Food for Thought
B.R.A.I.N. Day spotlights our growing neuro-knowledge

At last year’s B.R.A.I.N Day, Anan Desimone, 9, of Brookline, tries her hand at mirror drawing, with the encouragement of Alex Barber (CAS’14). BU is sponsoring B.R.A.I.N Day again this Sunday. Photo by Cydney Scott.
At three pounds, your brain is only about 2 percent of your body weight. Yet it makes you you, rather than a chimp or a silkworm. With neuroscience learning more about why and how this organ works, student members of BU’s Mind and Brain Society will run interactive events and videos this Sunday showcasing what one organizer calls “the wonders and mysteries” of the brain.
Bringing Recognition And Interest to Neuroscience (or B.R.A.I.N., as your advanced human brain will tell you) Day is free and open to the University community and area grade school kids, parents, and teachers, but registration is required. The event is sponsored by the Mind and Brain Society, which hosts neuroscience presentations for BU undergraduates, and the University’s Undergraduate Program in Neuroscience (UPN).
This is the University’s second B.R.A.I.N. Day and the first open to the BU community, says UPN program manager Ashley Hoesing. Involving BU students made sense, as other brain-focused events that have been open to University students “are always a hit,” says UPN director Paul Lipton, a College of Arts & Sciences professor of neuroscience, who is also director of the Undergraduate Research Opportunities Program. “These events are an opportunity for our students to be the experts, to share with their peers their disciplinary interests, and to provide exposure to topics and questions to which folks might otherwise never be introduced.”

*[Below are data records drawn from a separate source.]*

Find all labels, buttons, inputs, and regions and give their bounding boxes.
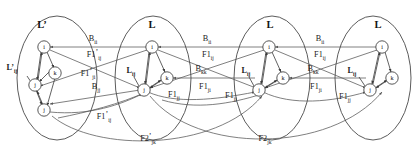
lbl-f1p-ij-bot: F1’ij (97, 110, 112, 123)
lbl-f1p-ji: F1’ji (81, 67, 96, 80)
node-g3-i[interactable]: i (263, 41, 275, 53)
g4-edge-i-k (385, 52, 391, 72)
node-g1-i[interactable]: i (38, 41, 50, 53)
group-title-4: L (374, 19, 381, 30)
g3-edge-i-k (272, 52, 281, 72)
node-label: i (43, 43, 45, 50)
lbl-b-kk-1: Bkk (195, 64, 206, 75)
lbl-f2-jk: F2jk (258, 134, 271, 145)
node-g2-j[interactable]: j (138, 84, 150, 96)
g2-edge-i-k (156, 52, 165, 72)
node-label: j (257, 86, 260, 93)
lbl-b-jj: Bjj (92, 82, 101, 93)
node-g1-j2[interactable]: j (38, 104, 50, 116)
g4-edge-j-i (373, 52, 380, 84)
lbl-f1-ji-3: F1ji (310, 82, 322, 93)
node-label: j (142, 86, 145, 93)
g1-edge-j2-j (37, 91, 43, 105)
diagram-canvas: i k j j i k (0, 0, 413, 156)
group-title-2: L (148, 19, 155, 30)
node-label: i (151, 43, 153, 50)
g3-edge-j-i (262, 52, 267, 84)
lbl-f1p-ij-top: F1’ij (87, 48, 102, 61)
lbl-f1-jj-4: F1jj (339, 92, 351, 103)
node-g4-i[interactable]: i (376, 41, 388, 53)
node-g1-k[interactable]: k (49, 67, 61, 79)
g2-edge-j-k (149, 80, 161, 88)
g3-edge-j-k (264, 80, 277, 88)
lbl-f1-ij-3: F1ij (314, 50, 326, 61)
inner-lattice-label-4: Lij (348, 66, 357, 77)
g2-edge-k-j (150, 80, 162, 88)
node-g3-j[interactable]: j (253, 84, 265, 96)
edge-label-group: BiiBiiBiiF1’ijF1ijF1ijF1’jiBkkBkkBjjF1ji… (81, 34, 352, 145)
lbl-b-ii-3: Bii (316, 34, 325, 45)
lbl-f2p-jk: F2’jk (140, 132, 156, 145)
edge-f2p-jk (52, 96, 262, 141)
lbl-f1-ij-2: F1ij (202, 50, 214, 61)
lbl-b-ii-2: Bii (203, 34, 212, 45)
g3-edge-i-j (261, 52, 266, 84)
diagram-svg: i k j j i k (0, 0, 413, 156)
g1-edge-i-k (47, 52, 54, 68)
node-label: j (42, 106, 45, 113)
g1-edge-j-j2 (36, 90, 42, 105)
inner-lattice-label-1: L’ij (7, 63, 18, 74)
node-g1-j[interactable]: j (29, 79, 41, 91)
group-titles: L’ L L L (37, 19, 381, 30)
node-label: j (368, 86, 371, 93)
g4-edge-j-k (375, 80, 387, 88)
node-g3-k[interactable]: k (277, 72, 289, 84)
node-g4-j[interactable]: j (364, 84, 376, 96)
node-label: i (268, 43, 270, 50)
group-title-3: L (266, 19, 273, 30)
g2-edge-stub (134, 77, 139, 86)
node-label: j (33, 81, 36, 88)
lbl-f1-jj-2: F1jj (168, 90, 180, 101)
node-g2-k[interactable]: k (161, 72, 173, 84)
lbl-f1-ji-2: F1ji (199, 82, 211, 93)
lbl-f1-jj-3: F1jj (225, 91, 237, 102)
node-label: i (381, 43, 383, 50)
g4-edge-i-j (372, 52, 379, 84)
group-title-1: L’ (37, 19, 47, 30)
node-g4-k[interactable]: k (386, 72, 398, 84)
edge-f1-jj-2 (148, 92, 255, 100)
inner-lattice-label-2: Lij (127, 66, 136, 77)
inner-lattice-label-3: Lij (242, 66, 251, 77)
inter-group-edges (40, 47, 382, 141)
node-g2-i[interactable]: i (146, 41, 158, 53)
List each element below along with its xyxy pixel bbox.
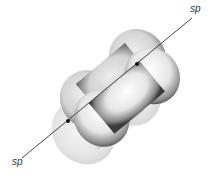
label-sp-top-right: sp bbox=[190, 3, 201, 14]
nucleus-lower bbox=[66, 119, 70, 123]
sp-orbital-diagram bbox=[0, 0, 213, 180]
nucleus-upper bbox=[135, 62, 139, 66]
label-sp-bottom-left: sp bbox=[12, 156, 23, 167]
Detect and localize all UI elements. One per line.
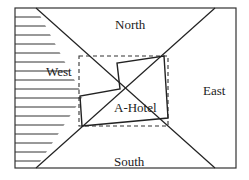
west-hatch-region — [15, 17, 130, 161]
hotel-bounding-box — [79, 56, 168, 126]
hotel-region-diagram: North West East A-Hotel South — [0, 0, 249, 180]
label-east: East — [203, 83, 226, 98]
hotel-footprint — [80, 56, 168, 126]
label-south: South — [114, 154, 145, 169]
label-west: West — [46, 64, 72, 79]
label-north: North — [115, 17, 146, 32]
label-hotel: A-Hotel — [114, 100, 157, 115]
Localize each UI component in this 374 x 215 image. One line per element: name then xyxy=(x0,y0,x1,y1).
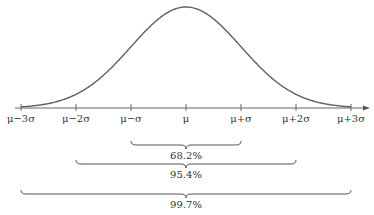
label-95-percent: 95.4% xyxy=(170,169,202,180)
brace-95 xyxy=(76,160,296,168)
tick-label-minus-2sigma: μ−2σ xyxy=(62,113,90,124)
tick-label-plus-sigma: μ+σ xyxy=(230,113,252,124)
label-68-percent: 68.2% xyxy=(170,150,202,161)
axis-arrow-icon xyxy=(363,106,370,111)
tick-label-minus-sigma: μ−σ xyxy=(120,113,142,124)
tick-label-plus-2sigma: μ+2σ xyxy=(282,113,310,124)
tick-label-mu: μ xyxy=(183,113,190,124)
tick-label-plus-3sigma: μ+3σ xyxy=(337,113,365,124)
tick-label-minus-3sigma: μ−3σ xyxy=(7,113,35,124)
normal-curve xyxy=(21,7,351,107)
label-99-percent: 99.7% xyxy=(170,199,202,210)
brace-68 xyxy=(131,141,241,149)
bell-curve-diagram xyxy=(0,0,374,215)
brace-99 xyxy=(21,190,351,198)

The event is BU’s way of observing Brain Awareness Week, a worldwide campaign to promote brain research, held this year from March 16 to 22, sponsored by the New York–based Dana Foundation, a private philanthropic organization that supports brain research through grants, publications, and educational programs.
The brain’s operation “happens seamlessly and effortlessly,” Hoesing says, “and we often take for granted the fruits of our brain’s labor.” While we know a lot about how this operation works, she says, “we don’t know what happens in the brain to produce our unique subjective experience of the internal and external world.”
Last year’s event drew about 100 grade school students. This year’s participants will be able to record neuron activity, perform tests of such brain functions as attention, memory, and language ability, and operate robots—without using hands—among many other activities.
“The goal is to teach folks a little about how the brain processes information and leave them with an impression of the brain’s complexity,” Hoesing says. “The activities are designed to demonstrate some of the different ways we engage with the external world—that is, our senses. Our brains rely on our sense organs to translate signals from the external world into a language our brains can understand.”
“We are exited to teach kids more about neuroscience,” B.R.A.I.N. Day volunteer Annalyse Kohley (CAS’17) says, “and I hope the volunteers find this rewarding, as well as learn more about neuroscience through the preparation.”
B.R.A.I.N. Day runs from 11 a.m. to 2 p.m. this Sunday, March 22, in the George Sherman Union Ziskind Lounge, second floor, 775 Commonwealth Ave. It is free and open to the University community and area grade school students, parents, and teachers; register here.